AROUND 150 people attended the funeral last week of artist, Friends of the Dymock Poets stalwart and countryside defender, the remarkable Barbara Davis.

Always keeping a keen, even a fierce eye on rural planning issues, from the encroachment of polytunnels through to the identification, preservation and mapping of paths known and used by her beloved Dymock Poets, her cottage home at Ryton was the garden location for The Garland Hut.

This served as both an information hub and shelter for visitors, particularly those interested in the area’s impressive literary history.

A good friend, Chris Bligh said: “We had something special in Barbara; fifty years of dogged artistic reportage and research.

“The sum of her half century years living at Ryton was more than daffodils, a remembered poet and singing in the choir.”

She was a strong believer in the community and the value of rural heritage, and she was the implacable opponent of anything which seemed to threaten the local landscape and scene.

Her character, however, was genial and welcoming.

Mrs Davis would often serve free tea and cakes to visitors while giving accounts of Dymock Poets, such as Edward Thomas and Robert Frost, as if they were still living and writing nearby; and her boundless enthusiasm was infectious.

The Reporter understands that Mrs Davis, who was 81, had been ill for the past year, but that her enthusiasm remained undiminished until the end.

Often providing illustrations of local scenes for Dymock’s Windcross Magazine, Mrs Davis was trained in art at the Liverpool College of Art, where John Lennon was a fellow student.

She once explained that she found the future Beatle slightly un-nerving, because of his tendency to stare: that is until she realised he was incredibly short-sighted but too vain, as a young man, to wear his spectacles.

Mrs Davis died at her home on November 27, and her well-attended funeral took place at St Mary’s Church in Dymock, on December 6, officiated over by the Revds Andrew Perry and Richard Franklin. She leaves behind a son, Hamish.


● About this task
Which lines of the entries contain the string "info"? Please find them and copy them.

Dataset entries on figures
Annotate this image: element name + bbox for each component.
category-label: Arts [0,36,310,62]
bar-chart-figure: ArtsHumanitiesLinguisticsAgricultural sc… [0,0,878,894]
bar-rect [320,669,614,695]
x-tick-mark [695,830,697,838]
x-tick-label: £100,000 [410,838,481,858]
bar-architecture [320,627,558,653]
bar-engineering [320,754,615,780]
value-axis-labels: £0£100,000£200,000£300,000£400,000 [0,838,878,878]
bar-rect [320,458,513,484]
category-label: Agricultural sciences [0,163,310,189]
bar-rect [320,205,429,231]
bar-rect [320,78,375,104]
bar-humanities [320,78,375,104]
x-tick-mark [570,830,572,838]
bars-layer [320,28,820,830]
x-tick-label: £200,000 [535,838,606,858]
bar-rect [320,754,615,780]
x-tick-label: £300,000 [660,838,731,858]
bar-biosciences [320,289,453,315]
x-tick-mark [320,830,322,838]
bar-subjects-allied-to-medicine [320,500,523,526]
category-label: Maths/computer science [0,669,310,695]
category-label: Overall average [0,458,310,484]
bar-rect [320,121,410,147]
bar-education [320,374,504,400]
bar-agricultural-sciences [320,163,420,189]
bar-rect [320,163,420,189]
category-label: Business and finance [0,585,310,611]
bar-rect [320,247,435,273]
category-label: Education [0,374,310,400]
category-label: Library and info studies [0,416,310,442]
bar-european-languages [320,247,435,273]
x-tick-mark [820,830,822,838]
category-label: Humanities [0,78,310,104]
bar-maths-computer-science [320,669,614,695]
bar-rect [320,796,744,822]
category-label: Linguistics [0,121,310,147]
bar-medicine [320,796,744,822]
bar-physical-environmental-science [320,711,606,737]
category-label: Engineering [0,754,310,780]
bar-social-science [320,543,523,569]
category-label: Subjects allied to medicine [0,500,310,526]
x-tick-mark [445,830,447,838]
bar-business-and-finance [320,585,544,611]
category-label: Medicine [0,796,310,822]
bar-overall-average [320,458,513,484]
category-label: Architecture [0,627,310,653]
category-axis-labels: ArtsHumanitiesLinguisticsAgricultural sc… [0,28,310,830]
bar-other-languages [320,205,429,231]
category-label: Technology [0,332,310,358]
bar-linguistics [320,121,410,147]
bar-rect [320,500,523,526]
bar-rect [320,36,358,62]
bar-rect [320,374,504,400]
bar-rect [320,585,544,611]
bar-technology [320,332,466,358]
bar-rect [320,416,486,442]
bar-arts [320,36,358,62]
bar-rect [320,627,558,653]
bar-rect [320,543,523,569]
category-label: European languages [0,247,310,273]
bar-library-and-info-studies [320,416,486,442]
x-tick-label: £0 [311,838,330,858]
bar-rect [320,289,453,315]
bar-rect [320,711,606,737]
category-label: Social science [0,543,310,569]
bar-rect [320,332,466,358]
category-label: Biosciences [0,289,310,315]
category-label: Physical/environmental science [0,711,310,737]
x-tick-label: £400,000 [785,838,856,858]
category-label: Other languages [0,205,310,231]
==
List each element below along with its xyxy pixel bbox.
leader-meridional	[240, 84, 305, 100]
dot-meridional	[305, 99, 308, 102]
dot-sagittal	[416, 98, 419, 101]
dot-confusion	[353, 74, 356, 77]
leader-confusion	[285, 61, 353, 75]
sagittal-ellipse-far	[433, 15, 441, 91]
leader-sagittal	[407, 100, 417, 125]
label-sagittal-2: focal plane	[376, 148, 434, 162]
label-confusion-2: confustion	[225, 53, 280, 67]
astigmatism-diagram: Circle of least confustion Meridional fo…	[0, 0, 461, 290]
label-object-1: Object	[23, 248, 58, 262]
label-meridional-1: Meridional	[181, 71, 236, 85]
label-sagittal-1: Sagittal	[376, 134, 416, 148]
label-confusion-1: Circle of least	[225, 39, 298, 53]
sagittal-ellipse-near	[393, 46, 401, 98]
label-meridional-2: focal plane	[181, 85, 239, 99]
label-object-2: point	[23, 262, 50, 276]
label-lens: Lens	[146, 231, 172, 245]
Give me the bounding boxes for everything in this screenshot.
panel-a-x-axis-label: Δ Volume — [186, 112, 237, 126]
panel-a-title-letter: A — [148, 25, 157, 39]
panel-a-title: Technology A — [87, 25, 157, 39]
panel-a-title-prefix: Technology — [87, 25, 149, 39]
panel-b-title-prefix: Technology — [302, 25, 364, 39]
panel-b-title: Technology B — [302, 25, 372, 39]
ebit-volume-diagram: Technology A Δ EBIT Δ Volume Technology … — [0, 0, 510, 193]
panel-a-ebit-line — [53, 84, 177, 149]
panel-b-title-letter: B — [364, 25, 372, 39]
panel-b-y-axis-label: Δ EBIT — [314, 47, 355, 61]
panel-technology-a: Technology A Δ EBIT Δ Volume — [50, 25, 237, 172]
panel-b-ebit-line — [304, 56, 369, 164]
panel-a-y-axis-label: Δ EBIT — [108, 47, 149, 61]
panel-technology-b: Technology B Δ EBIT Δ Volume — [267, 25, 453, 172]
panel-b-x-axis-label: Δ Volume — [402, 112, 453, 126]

● Task output
category-label: Library and info studies [0,416,310,442]
bar-library-and-info-studies [320,416,486,442]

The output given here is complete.